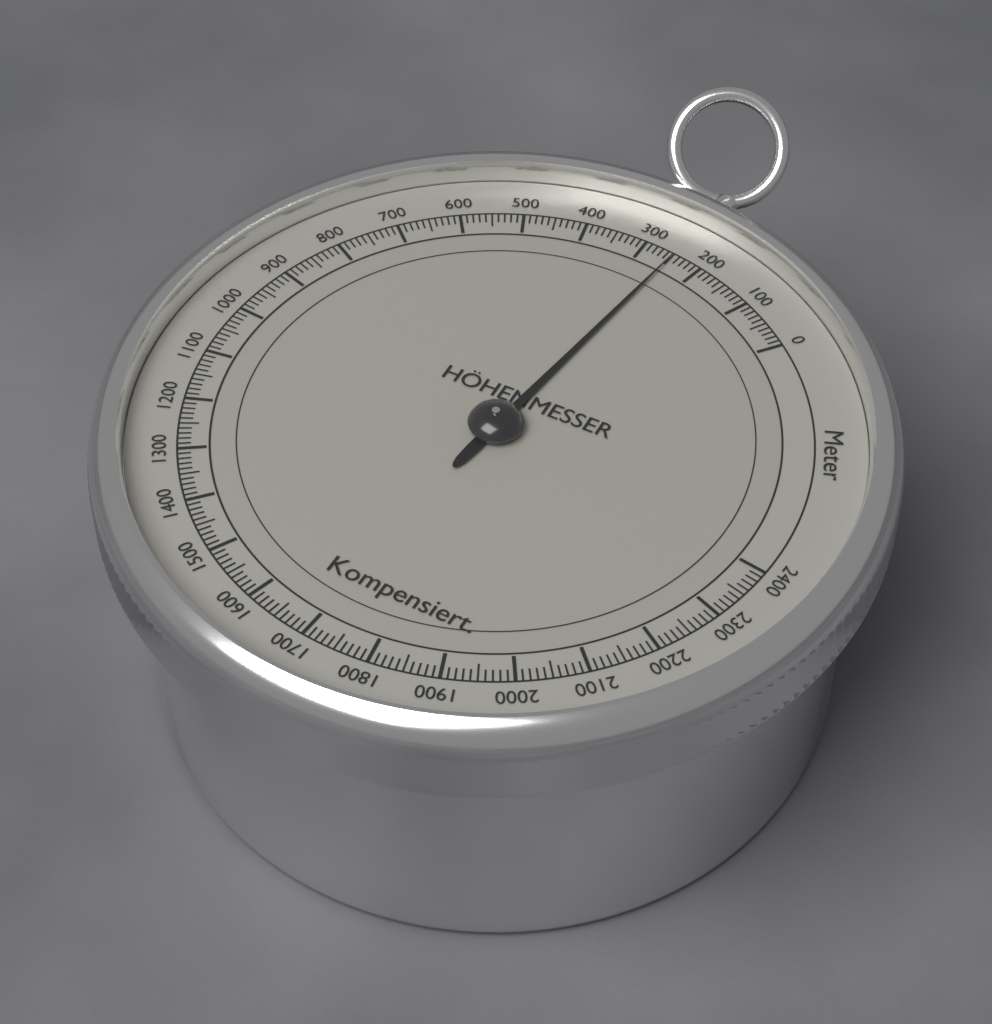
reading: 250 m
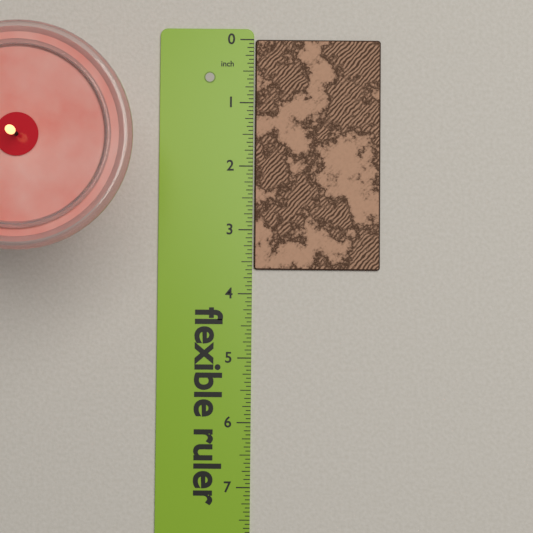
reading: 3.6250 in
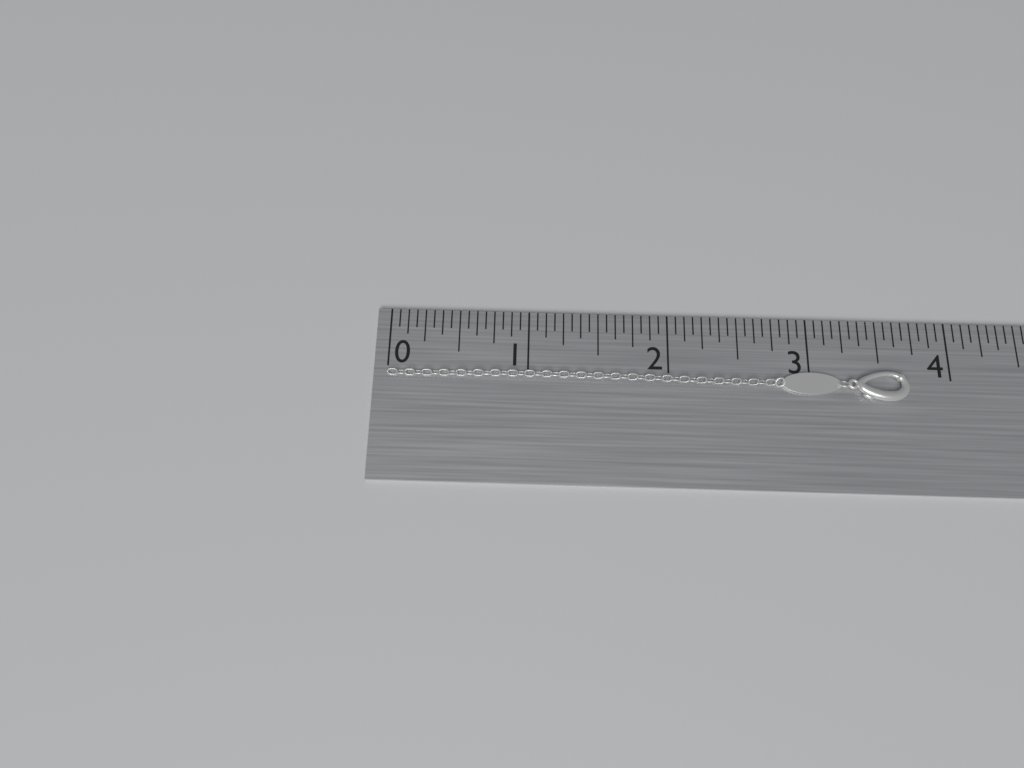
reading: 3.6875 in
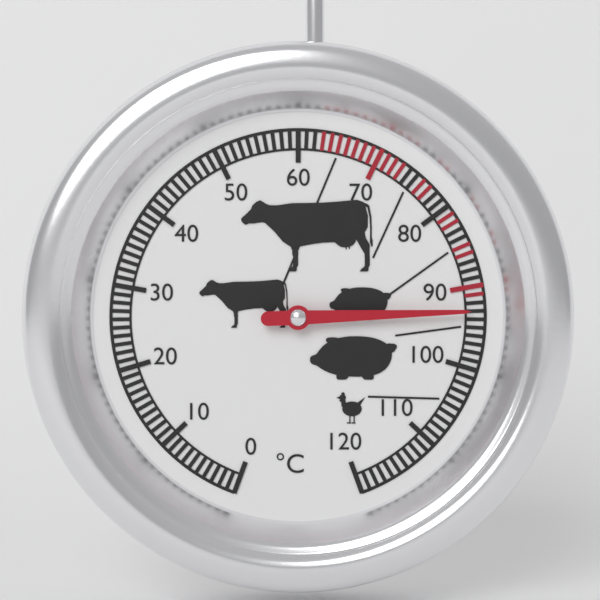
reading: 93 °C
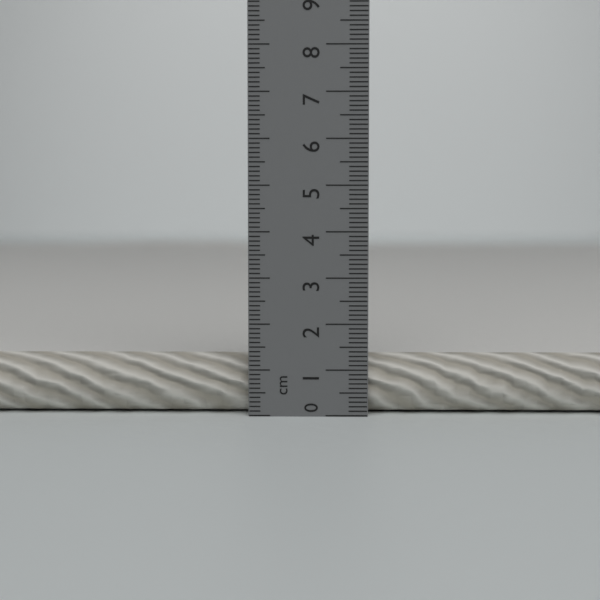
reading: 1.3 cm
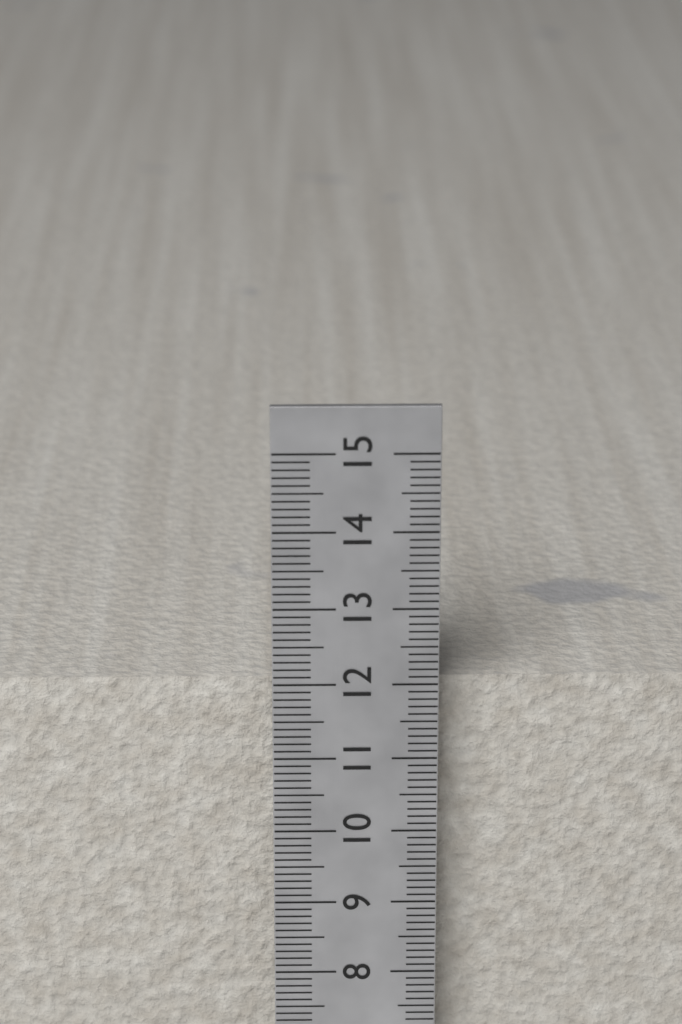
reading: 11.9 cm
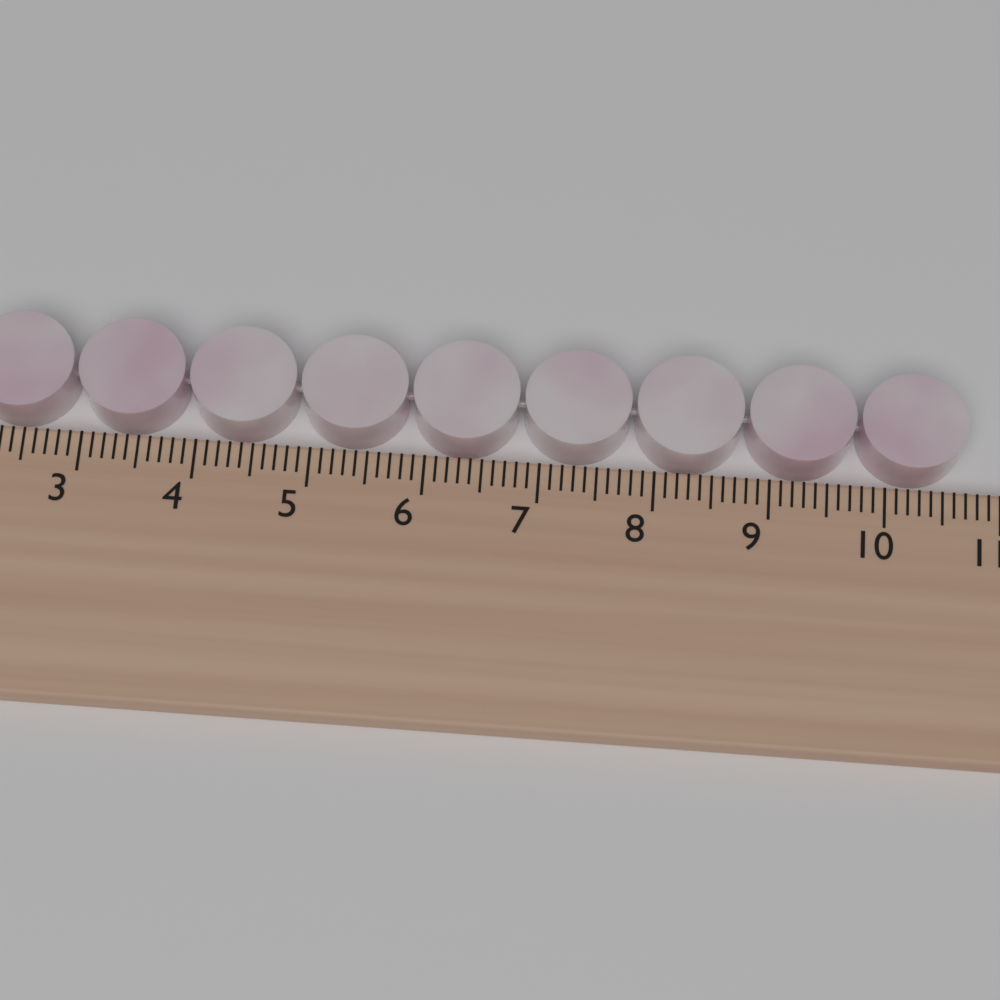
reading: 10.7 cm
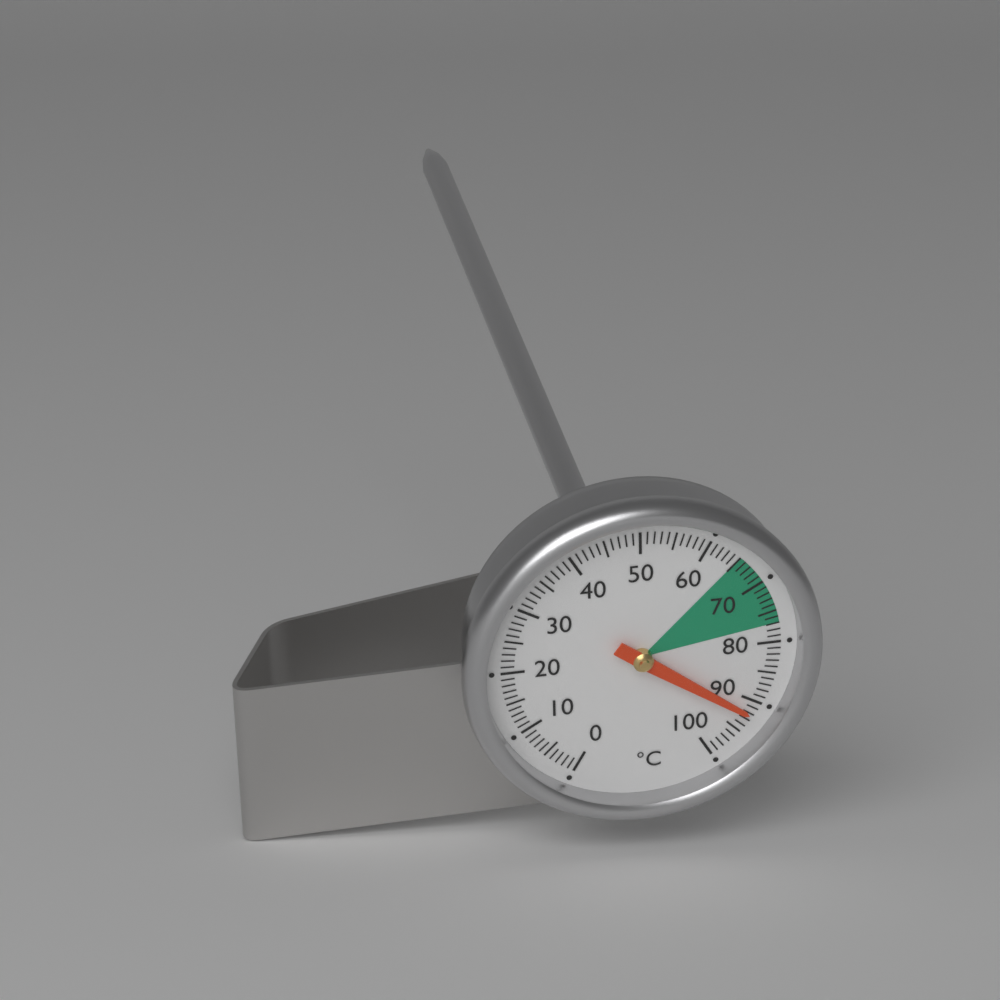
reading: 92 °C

########################################

From the first line to the last, repeat the listing exactly and skip its images.

- [TASK RESULT]:
reading: 250 m
reading: 3.6250 in
reading: 3.6875 in
reading: 93 °C
reading: 1.3 cm
reading: 11.9 cm
reading: 10.7 cm
reading: 92 °C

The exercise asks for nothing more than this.